To pipeline speed this one up, here is how I would do it:
(a)
Compare all inputs with each other and generate 4 sets of 2 bit selection flags/words.
--- and --- Store all 4 inputs in D-flipflop registers.
(b) The output of all 4 D-flipflop registers would feed 4 x 4:1 mux selection units, each unit receiving the 2 bit selection flags generating 4 sorted outputs.
About pipelining.
The speed of combinatorial logic depends on the number of layers. Simple design has only one layer:
IN->LUT->OUT
Of course, there may be many parallel paths like that, but all LUTs are fed directly from the input. This makes it the fastest.
Then you introduce LUTs which depends on the values produced by other LUTs, like this:
IN->LUT->LUT->OUT
Here you have two layers of LUTs. You need to wait until the LUTs of the first layer settle and provide stable outputs to the LUTs of the second layer. Then you must wait for the LUTs of the second layer. Therefore, it takes longer. Each layer adds roughly 0.7ns on Xilinx.
The design we're discussing has 4 layers:
IN->LUT->LUT->LUT->LUT->OUT
Only the longest path affects the overall speed. For example, in this design there's a shorter path which goes from input to the final MUX. It only has one LUT. It could be done faster, but the presence of longer paths don't let the design run faster. The speed is roughly determined by the number of layers on the
longest path.
Any combinatorial design can be
pipelined.
You don't do it as AndyC suggested by splitting things which already can run in parallel. You do it by inserting flip-flops between combinatorial layers:
IN->LUT->LUT->
FF->LUT->LUT->OUT
Now the clock doesn't need to wait for all four layers to complete. Once two layers are done, the flip-flop can clock and remember the intermediary result. On the
next clock, the next two layers of LUTs will finish the job. You turned 4-layer design into 2-layer design, but now there's one clock delay.
One flip-flop must be inserted in every path, be it a simple wire or a LUT.
To maximize the clock speed, you need to minimize the number of layers. This can be done by inserting flip-flops
exactly in the middle of LUT chain. In the example above, two layers go before the flip-flop and two layers go after it.
You don't do it as BrianHG did:
IN->LUT->LUT->LUT->FF->LUT->OUT
In his design, he put 3 layers (2 layers of comparison and one layer to generate MUX inputs) before the flip-flops, and only one layer (MUX) after the flip-flop. If you do this, the first stage will be 3-layer design and the second stage will be 1-layer design. Since they're clocked by the same clock, the overall design is still 3-layer. It is faster than 4-layer design, but it is slower than 2-layer design.
To get 2 layer design you need this:
IN->LUT->LUT->FF->LUT->LUT->OUT
Which means the 2 layers of comparisons go before the flip-flop, and everything else goes after, as this:
Stage 1. 6 bits of comparison results are saved using 6 flip-flops. Since flip-flops must go into every path, we also need 32 flip-flop to save the original inputs.
Stage 2. MUX input is generated from comparison results (one layer) and MUX selects the appropriate input (second layer).
This produces fast 2-layer design.
We can pipeline even further:
IN->LUT->FF->LUT->FF->LUT->FF->LUT->OUT
Now we've got one-layer design, which is as fast as it gets, but you need to wait 3 extra clocks to get the result. Also, this will be tedious to program - you'll have to pipeline comparison operations.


## ASSIGNMENT:
Beginning with the line that holds "Find the location of a" and ending with the last line of the entries, please output each line exactly, apart from any pictures.

Records contained in a dataset:
╭──
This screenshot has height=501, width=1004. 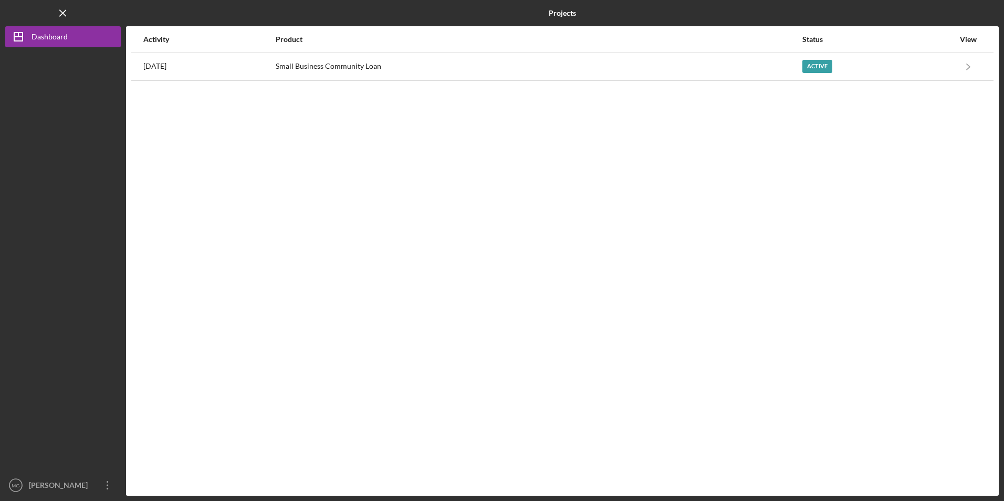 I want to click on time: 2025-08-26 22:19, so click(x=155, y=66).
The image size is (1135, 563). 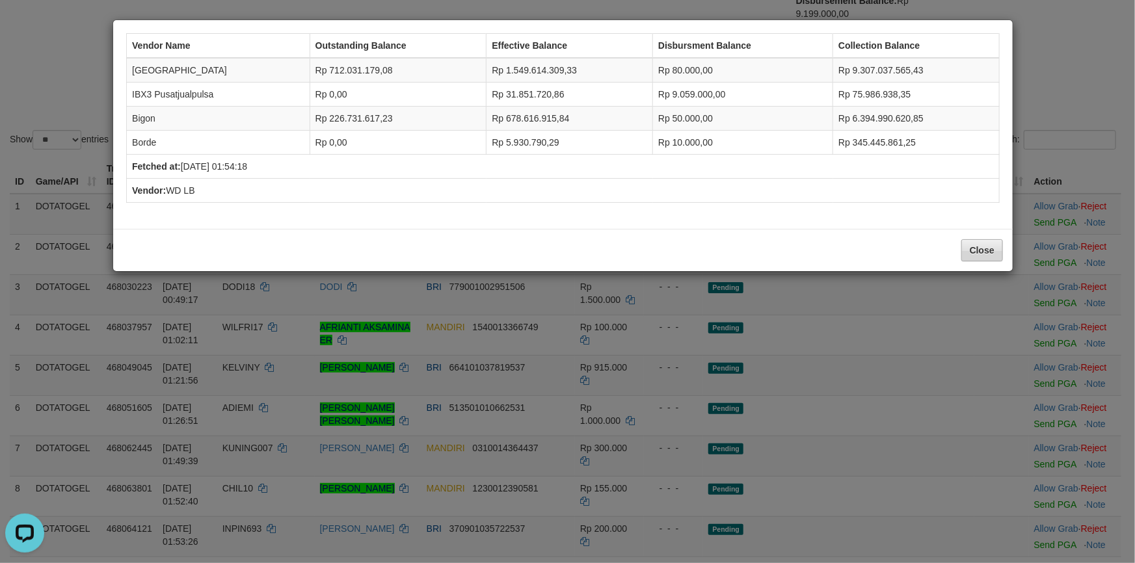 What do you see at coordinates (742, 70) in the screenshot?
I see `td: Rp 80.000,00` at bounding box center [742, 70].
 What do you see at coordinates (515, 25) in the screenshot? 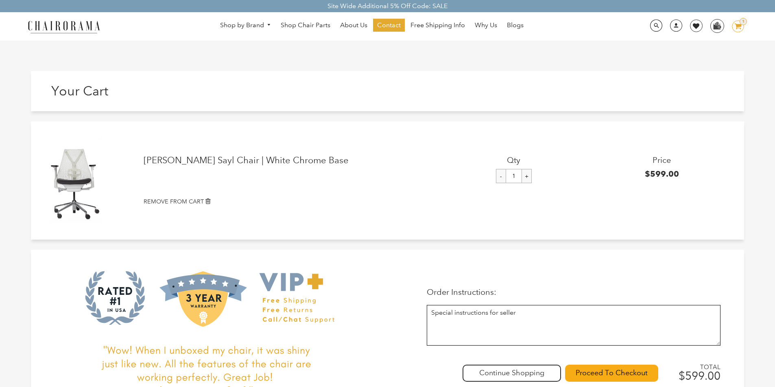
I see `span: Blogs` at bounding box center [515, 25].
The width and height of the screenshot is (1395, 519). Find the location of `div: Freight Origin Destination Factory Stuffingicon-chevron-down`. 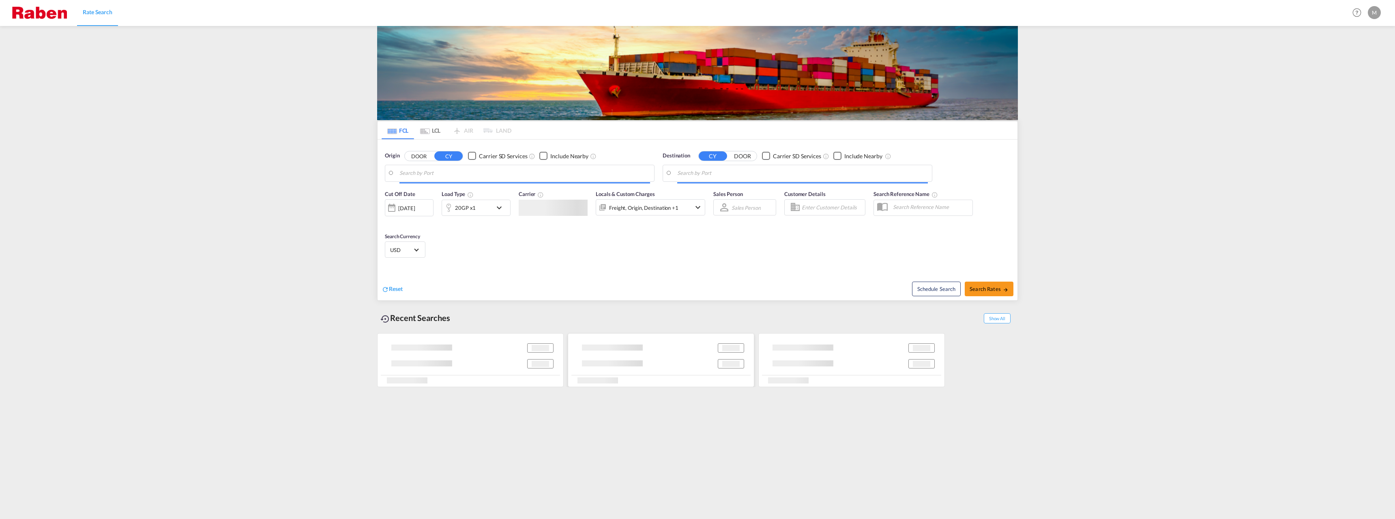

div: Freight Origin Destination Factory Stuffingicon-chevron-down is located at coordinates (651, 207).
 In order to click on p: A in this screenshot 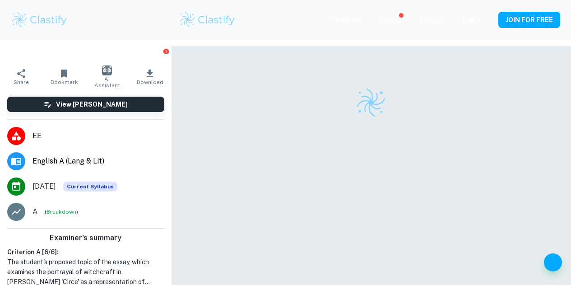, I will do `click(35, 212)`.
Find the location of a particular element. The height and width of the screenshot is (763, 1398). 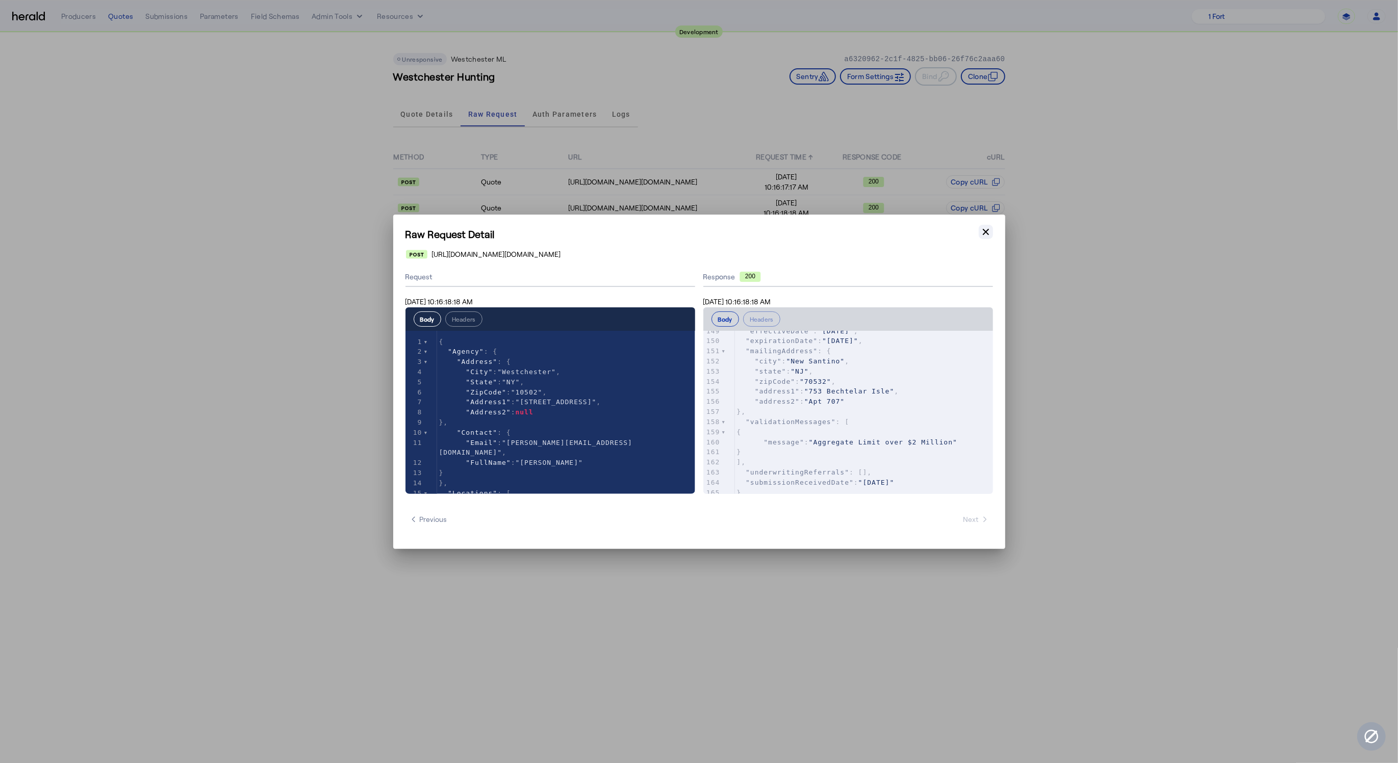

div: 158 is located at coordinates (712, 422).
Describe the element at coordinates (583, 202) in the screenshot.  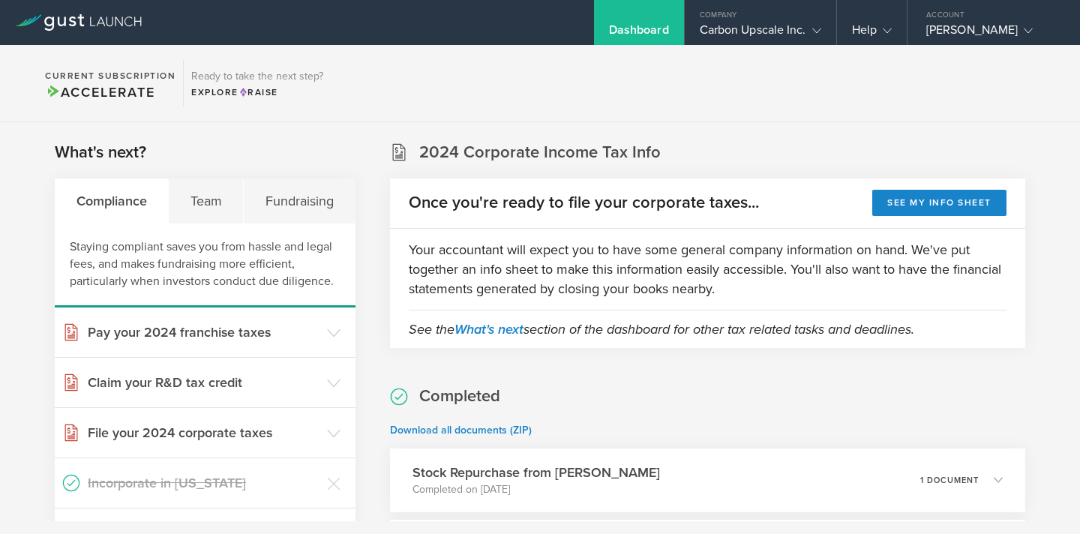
╰──
## TASK RESPONSE:
Find the location of a particular element. The height and width of the screenshot is (763, 1398). 

div: 158 is located at coordinates (712, 422).
Describe the element at coordinates (583, 202) in the screenshot.  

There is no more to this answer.